Part 1: Optimizing on physical hardware
Introduction
For those who don't know it, Discovar is a life
sciences variant caller and small genome assembly code. It turns the
output from sequencers into entire genomes given a reference sequence.
This is computationally very expensive and I decided to take a look at
it under MAP, our OpenMP and MPI profiler.
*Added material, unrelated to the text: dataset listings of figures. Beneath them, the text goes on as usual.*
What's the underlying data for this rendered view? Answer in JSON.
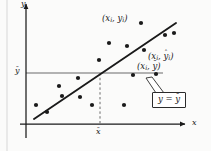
{
  "figure": {
    "kind": "scatterplot-with-regression-line",
    "background": "#fbfbfa",
    "ink": "#1a1a1a",
    "rule_gray": "#9a9a9a"
  },
  "axes": {
    "x_label": "x",
    "y_label": "y",
    "x_tick_label": "x",
    "x_tick_overline": "¯",
    "y_tick_label": "y",
    "y_tick_overline": "¯"
  },
  "annotations": {
    "observed_point": {
      "open": "(",
      "x": "x",
      "xsub": "i",
      "comma": ", ",
      "y": "y",
      "ysub": "i",
      "close": ")"
    },
    "predicted_point": {
      "open": "(",
      "x": "x",
      "xsub": "i",
      "comma": ", ",
      "y": "y",
      "ymark": "ˆ",
      "ysub": "i",
      "close": ")"
    },
    "mean_point": {
      "open": "(",
      "x": "x",
      "xsub": "i",
      "comma": ", ",
      "y": "y",
      "ymark": "¯",
      "close": ")"
    },
    "mean_line_box": {
      "lhs": "y",
      "eq": " = ",
      "rhs": "y",
      "rhs_mark": "¯"
    }
  },
  "chart_data": {
    "type": "scatter",
    "title": "",
    "xlabel": "x",
    "ylabel": "y",
    "grid": false,
    "legend": null,
    "xlim": [
      0,
      211
    ],
    "ylim": [
      0,
      151
    ],
    "note": "Coordinates are in screenshot pixel space; y increases downward.",
    "series": [
      {
        "name": "data points",
        "marker": "filled-circle",
        "color": "#1a1a1a",
        "radius": 2.1,
        "points": [
          [
            36,
            105
          ],
          [
            47,
            112
          ],
          [
            59,
            86
          ],
          [
            62,
            96
          ],
          [
            78,
            78
          ],
          [
            80,
            97
          ],
          [
            92,
            105
          ],
          [
            99,
            60
          ],
          [
            109,
            43
          ],
          [
            124,
            105
          ],
          [
            127,
            46
          ],
          [
            133,
            75
          ],
          [
            141,
            23
          ],
          [
            144,
            50
          ],
          [
            156,
            74
          ],
          [
            165,
            35
          ],
          [
            174,
            33
          ]
        ]
      }
    ],
    "regression_line": {
      "name": "least squares line",
      "color": "#1a1a1a",
      "width": 1.9,
      "x0": 34,
      "y0": 119,
      "x1": 176,
      "y1": 23
    },
    "mean_y_line": {
      "name": "y = y-bar",
      "color": "#9a9a9a",
      "width": 1.6,
      "x0": 26,
      "y0": 73,
      "x1": 163,
      "y1": 73
    },
    "mean_x_line": {
      "name": "x = x-bar (dashed)",
      "color": "#6a6a6a",
      "dash": "2.4 2.4",
      "x": 100,
      "y0": 73,
      "y1": 124
    },
    "axis_x": {
      "x0": 20,
      "y0": 124,
      "x1": 185,
      "y1": 124,
      "arrow": true
    },
    "axis_y": {
      "x0": 26,
      "y0": 138,
      "x1": 26,
      "y1": 4,
      "arrow": true
    },
    "highlight_points": [
      {
        "label": "(x_i, y_i)",
        "x": 141,
        "y": 23
      },
      {
        "label": "(x_i, yhat_i)",
        "x": 144,
        "y": 50
      },
      {
        "label": "(x_i, ybar)",
        "x": 144,
        "y": 73
      }
    ],
    "page_edge_rule": {
      "x": 7,
      "y0": 0,
      "y1": 151,
      "color": "#d7d7d7"
    }
  }
}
Compiling and Running Discovar
As with many life sciences codes, downloading, compiling and running the Discovar benchmark was refreshingly straightforward:
# Build Discovar $ wget ftp://ftp.broadinstitute.org/pub/crd/Discovar/latest_source_code/LATEST_VERSION.tar.gz $ tar zxf LATEST_VERSION.tar.gz $ cd discovar-* $ ./configure $ make -j32
# Download benchmark code $ wget ftp://ftp.broadinstitute.org/pub/crd/Benchmark/data_only.tar.gz $ tar zxf data_only.tar.gz $ sed s:Discovar:src/Discovar/ -i runme.sh
# Run benchmark $ time ./runme.sh
The results seemed reasonable enough – the benchmark finished in 7.97 minutes with a peak mem of 5.6 GB. That would put our internal 24-core (with hyperthreading) server in the top 4 on the Broad Institute's benchmarking results page.